TITLE IX Professionals Warn Colleges To Be Wary of ‘Trauma-Informed’ Ideology

An organization that represents Title IX officials has a surprising recommendation for its members: Stop relying on unproven scientific claims. The Association of Title IX Administrators issued a position statement last month on “Trauma-Informed Training and the Neurobiology of Trauma,” warning that training for the field is going in an “unhealthy direction.” Many ATIXA members are involved in sexual-misconduct proceedings on college campuses, and their training materials may direct them to show bias in favor of accusers, the statement explains.

Brett Sokolow admitted that “due process was not a top ‘radar screen’” for ATIXA when the organization started in 2011, the same year the Obama administration released its “Dear Colleague” letter on campus sexual-misconduct investigations. ATIXA believed that due process was important but “we assumed members were getting solid due process training content elsewhere.”

While noting its statement could be “controversial,” ATIXA gives credit to journalist Emily Yoffe for sounding the alarm about trauma-informed training in The Atlantic two years ago. She said popular theories about the “neurobiology of trauma” were “junk science,” and while ATIXA doesn’t completely agree with Yoffe, “her points needed to be made.”…The Center for Prosecutor Integrity published a rebuttal written by two behavioral neuroscientists, Sujeeta Bhatt of the National Academies of Sciences, Engineering, and Medicine, and Susan Brandon, formerly of Yale University’s psychology department.

“The impacts of trauma on memories and recall are widely variable,” the rebuttal reads: It is possible for trauma to cause vivid memories, no memories, distorted memories, or incorrect memories…we should avoid the use of information on the neurobiology of trauma also to substitute for showing empathy,” Brandon said. When neurobiology is used to explain inconsistencies and make “victims look more plausible,” she said, it creates another risk of bias: that investigators will expect “victims to exhibit certain symptoms and behaviors.”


- **Instructions for the task**
Show every line of the data below that includes the word "over".
(Beginning of Given data)
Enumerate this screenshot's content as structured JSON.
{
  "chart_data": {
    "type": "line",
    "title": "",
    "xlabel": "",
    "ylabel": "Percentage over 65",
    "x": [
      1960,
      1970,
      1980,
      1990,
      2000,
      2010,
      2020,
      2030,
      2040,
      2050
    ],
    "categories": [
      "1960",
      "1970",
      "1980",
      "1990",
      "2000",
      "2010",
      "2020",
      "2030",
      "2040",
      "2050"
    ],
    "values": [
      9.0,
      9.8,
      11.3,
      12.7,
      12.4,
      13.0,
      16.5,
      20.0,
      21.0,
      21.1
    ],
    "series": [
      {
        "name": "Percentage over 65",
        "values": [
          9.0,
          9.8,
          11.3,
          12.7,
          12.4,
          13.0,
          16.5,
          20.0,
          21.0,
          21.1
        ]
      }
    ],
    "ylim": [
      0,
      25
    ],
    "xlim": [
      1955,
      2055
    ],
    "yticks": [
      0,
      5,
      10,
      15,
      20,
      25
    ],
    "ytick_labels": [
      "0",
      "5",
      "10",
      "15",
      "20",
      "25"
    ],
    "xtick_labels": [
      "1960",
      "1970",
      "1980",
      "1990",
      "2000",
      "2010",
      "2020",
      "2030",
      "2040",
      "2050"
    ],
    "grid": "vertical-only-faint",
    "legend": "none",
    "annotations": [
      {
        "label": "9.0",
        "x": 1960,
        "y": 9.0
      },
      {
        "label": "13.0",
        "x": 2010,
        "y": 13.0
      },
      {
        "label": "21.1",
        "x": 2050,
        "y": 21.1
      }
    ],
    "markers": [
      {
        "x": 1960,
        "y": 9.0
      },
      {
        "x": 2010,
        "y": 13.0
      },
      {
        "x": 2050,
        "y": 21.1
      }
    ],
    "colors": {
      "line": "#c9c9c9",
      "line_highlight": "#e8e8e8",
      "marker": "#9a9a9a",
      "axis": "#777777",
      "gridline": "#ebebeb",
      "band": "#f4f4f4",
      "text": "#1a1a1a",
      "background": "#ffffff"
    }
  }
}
(End of Given data)
(Beginning of Given data)
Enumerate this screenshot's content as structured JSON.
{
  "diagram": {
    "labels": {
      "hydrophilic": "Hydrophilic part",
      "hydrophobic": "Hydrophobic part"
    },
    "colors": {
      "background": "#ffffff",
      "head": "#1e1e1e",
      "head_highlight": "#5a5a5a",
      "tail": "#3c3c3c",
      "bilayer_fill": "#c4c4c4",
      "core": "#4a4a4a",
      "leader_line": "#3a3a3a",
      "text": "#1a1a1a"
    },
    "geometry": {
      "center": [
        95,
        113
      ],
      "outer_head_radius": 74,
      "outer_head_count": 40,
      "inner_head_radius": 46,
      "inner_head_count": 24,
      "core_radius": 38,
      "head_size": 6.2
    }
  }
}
(End of Given data)
- **Answer to the exercise**
    "ylabel": "Percentage over 65",
        "name": "Percentage over 65",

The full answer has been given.